Brooks Does the Big Lie on Stimulus (with no shame)

April 27, 2012

David Brooks is playing the “it’s all so confusing, we just can’t really know anything about economic policy” game. The point is to try to make it intellectually respectable to question whether stimulus spending can boost the economy.

This is important for the right, because the evidence from the austerity induced double-dip in the UK and euro zone is making it ever harder to deny that government spending can and does stimulate the economy just as the old textbook models predict. In the wake of this evidence, it is incredibly valuable that someone like Brooks, who can claim credibility by virtue of his perch on the NYT oped page, muddy the waters with this sort of “it’s all so confusing” piece.   

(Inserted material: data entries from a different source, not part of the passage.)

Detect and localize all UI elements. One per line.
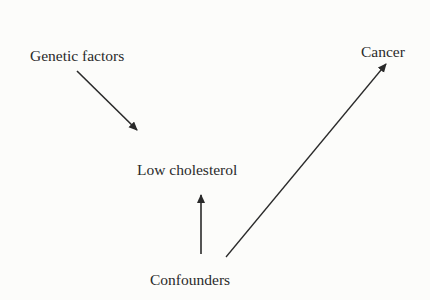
node-confounders: Confounders bbox=[150, 272, 230, 288]
node-low-cholesterol: Low cholesterol bbox=[137, 162, 237, 178]
node-cancer: Cancer bbox=[361, 44, 405, 60]
node-genetic-factors: Genetic factors bbox=[30, 48, 124, 64]
causal-diagram: Genetic factors Cancer Low cholesterol C… bbox=[0, 0, 430, 300]
arrow-confounders-to-cancer bbox=[226, 64, 386, 257]
arrow-genetic-to-low-cholesterol bbox=[77, 71, 137, 130]
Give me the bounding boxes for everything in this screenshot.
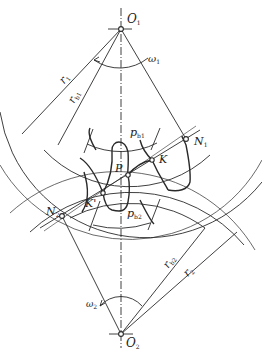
pb1-ext-right [151,128,160,150]
pb2-ext-right [148,199,160,230]
pb1-label: pb1 [130,127,145,139]
o2-label: O2 [126,337,140,350]
n1-marker [184,137,189,142]
rb1-line [58,29,121,145]
w2-label: ω2 [86,300,97,310]
pb1-dimension-arc [87,143,157,152]
gear1-base-circle [44,150,210,187]
o1-marker [119,27,124,32]
r2-line [121,232,237,334]
p-marker [126,173,130,177]
k-prime-marker [101,191,105,195]
pb2-dimension-arc [93,223,150,228]
o1-n1-line [121,29,186,139]
n1-label: N1 [194,136,207,148]
rb2-line [121,228,205,334]
n2-label: N2 [46,206,59,218]
pb2-label: pb2 [127,208,142,220]
o2-marker [119,332,124,337]
w1-arrow [94,57,100,62]
r1-line [22,29,121,134]
o1-label: O1 [127,13,141,26]
line-of-action [40,130,200,228]
diagram-drawing [0,0,262,353]
k-label: K [159,154,167,165]
n2-marker [60,214,65,219]
k-marker [150,158,154,162]
p-label: P [115,163,122,174]
w1-label: ω1 [148,54,160,65]
k-prime-label: K' [85,198,96,209]
gear-mesh-diagram: O1 ω1 r1 rb1 pb1 N1 P K K' N2 pb2 rb2 r2… [0,0,262,353]
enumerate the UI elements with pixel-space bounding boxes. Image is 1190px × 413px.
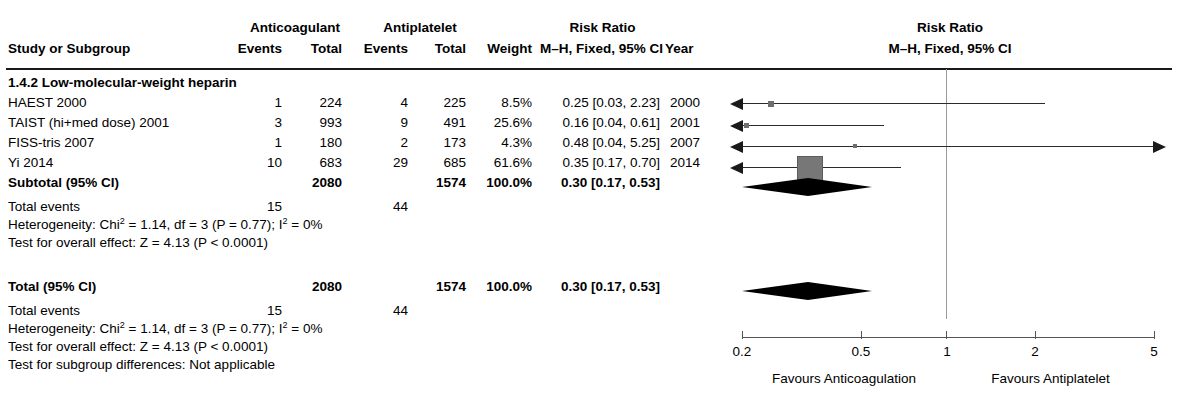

The way to understand Brooks’ column, which is ostensibly about the difficulty of sorting out whether government policies work, but which is really about confusing the issue on stimulus, is to imagine that the topic was evolution or the orbit of the earth around the sun. If a person was committed to denying evolution they could easily point to all the mistakes that biologists had made over the years in constructing evolutionary paths. Similarly, one could deny that the earth orbits the sun by pointing to all the difficulties that astronomers encountered over the years in properly calculating its orbit. As Brooks would say, it’s all so confusing, it’s too bad that we don’t have some way to determine these issues.

Of course honest people know that we have ways to determine these issues and it has long been a settled issue that  evolution explains the structure of the biological world and that the earth orbits the sun. Similarly, it is simply not true, as Brooks claims:

“Nearly 80 years later, it’s hard to know if the New Deal did much to end the Great Depression.”

Nor is it Brooks being honest in saying:

“Many esteemed and/or Nobel Prize-winning economists like Joseph Stiglitz, Larry Summers and Christina Romer argued that it would help lift the economy out of recession. ….

We went ahead and spent the roughly $800 billion. What have we learned?

For certain, nothing. The economists who supported the stimulus now argue the economy would have been worse off without it.”

At the time, Stiglitz, like most prominent progressive economists outside the administration, said as loudly as possible that the stimulus would not be large enough to lift the economy out of recession. (Here’s one of my pieces on the topic.) Romer also argued for the need for a much bigger stimulus in a private memo, which has been documented in memos that have since been made public. (Summers claims that he agreed with Romer’s position.)

To imply, as Brooks does, that events have somehow shown the advocates of stimulus as being wrong, or that there is even much grounds for questioning the argument for stimulus as its proponents laid it out at the time is an effort to muddy the waters pure and simple. There any number of studies that have shown the stimulus has worked pretty much as predicted, such as this one by the Congressional Budget Office and this one, using an entirely different methodology by two Dartmouth economists.

Of course there can be economists who are opposed to the idea that stimulus can work as an article of religious faith. Economic theory also predicts that for a large enough sum of money there will be economists who will say that the stimulus did not work regardless of what they actually believe to be true.

But the evidence on stimulus, like the evidence on evolution and the orbit of the earth, is not ambiguous. It is unfortunate that some people get paychecks for trying to mislead the public into thinking it is.

[btw, Brooks deserves a heaping dose of ridicule for this section:

“Businesses conduct hundreds of thousands of randomized trials each year. Pharmaceutical companies conduct thousands more. But government? Hardly any.”

If Brooks ever read the paper he writes for, he would know that the pharmaceutical industry routinely misrepresents the results of its studies to exaggerate the effectiveness of its drugs and conceal evidence of harmful side effects. Given its track record it is hard to difficult to believe that anyone could hold up the pharmaceutical industry as a model with a straight face.]